After taking a week off for players to travel to Las Vegas for the 2016 World Series of Poker, the Global Poker League will come back to life with their six-week Summer Series. So just what is entailed in this “Summer Series” that differentiates itself from what we’ve seen previously from the GPL?
Over the first eight weeks of their inaugural season (the “first half”), the GPL has featured its 12 teams battling it out in an online format. The two conferences – the GPL Americas and the GPL Eurasia – have ritualistically played two Six Max Sit and Gos on Tuesdays (where each team puts up at least one player to play two sit and gos within each conference), then entered into team Heads Up battles (where one player takes on a player from another team in their conference) on Wednesdays and Thursdays. Over the next six weeks – and what will be an excellent test for the playoffs and championship action come this fall – we’ll see a completely different component from the GPL.
For the first time in the league’s existence, “The Cube” will make its premiere on Monday. “The Cube” is a soundproofed and vision-obscured…well, cube…that players will stand in to play their opponents in a live format (all other action previous to this has been online). While the players are sequestered in this manner, the entirety of the action can be viewed by those outside “The Cube,” including fans, television cameras and commentators. “The Cube” is expected to bring the fans closer to the game by being able to see the competitors up close and vicariously experience the action through those inside the structure.
There’s also a bit of a change when it comes to playing, and we’re not talking about the players standing to take part in the event. Up to this point, the 12 teams that make up the GPL have stayed within their conferences, meaning that the GPL Americas have been beating up each other and the same for the GPL Eurasia. For the first time, the Summer Series will allow the teams to step outside their conference alignments and take on teams from the opposite conference. Over the next six weeks, each team will play the six members of the other conference in “Cube” matches, with the results having an effect on the conference standings.

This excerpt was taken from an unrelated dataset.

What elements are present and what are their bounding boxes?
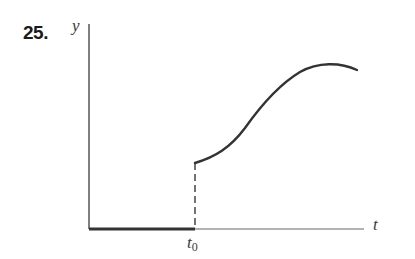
graph xyxy=(0,0,415,259)
response-curve xyxy=(195,64,357,163)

For Week 1 of the Summer Series, which will run Monday through Saturday (as will the subsequent weeks), the matchups have been laid out as such:
Monday: L. A. Sunset vs. Paris Aviators
Tuesday: Moscow Wolverines vs. San Francisco Rush
Wednesday: London Royals vs. Las Vegas Moneymakers
Thursday: Hong Kong Stars vs. Montreal Nationals
Friday: Berlin Bears vs. Sao Paulo Metropolitans
Saturday: Rome Emperors vs. New York Rounders
As the muscle of the GPL is working feverishly on completing the appropriate arenas (including the broadcasting studios) for the Summer Series, the Monday matchup between L. A. and Paris will begin at 8PM, according to the GPL website. Subsequent matches will air each day at 2PM (Eastern Time) and continue that schedule throughout the remainder of the Summer Series.
As the Summer Series prepares to kick off, the Nationals are looking to extend a lead that they recently took over in the GPL Americas. The top scoring team in the GPL with 106 points to this mark in the season, the Nationals also have a nine-point lead over the Sunset. The preseason favorite, the Rounders, have been at the top of the table in the GPL Americas since the season started, but they’ve suffered a couple of tough weeks that has seen their fortunes falter.
Over with the GPL Eurasia, the Royals have emerged as the challengers for the preseason favorite Wolverines. Holding a slim five-point lead, the Royals and the Wolverines are fighting it out for conference supremacy as an early season surprise, the Stars, continues to lurk in the background with the Aviators. The team that many thought would be a major contender for at least the conference title if not the first GPL championship, the Bears, have muddled through a less-than impressive first half of the season.
Will the GPL’s Summer Series be a success, moving from online play to live play? What effect will “The Cube” have on the overall play? And can those teams that have struggled in the first half find a rebirth? It will all play out over the summer as the Global Poker League continues to grow.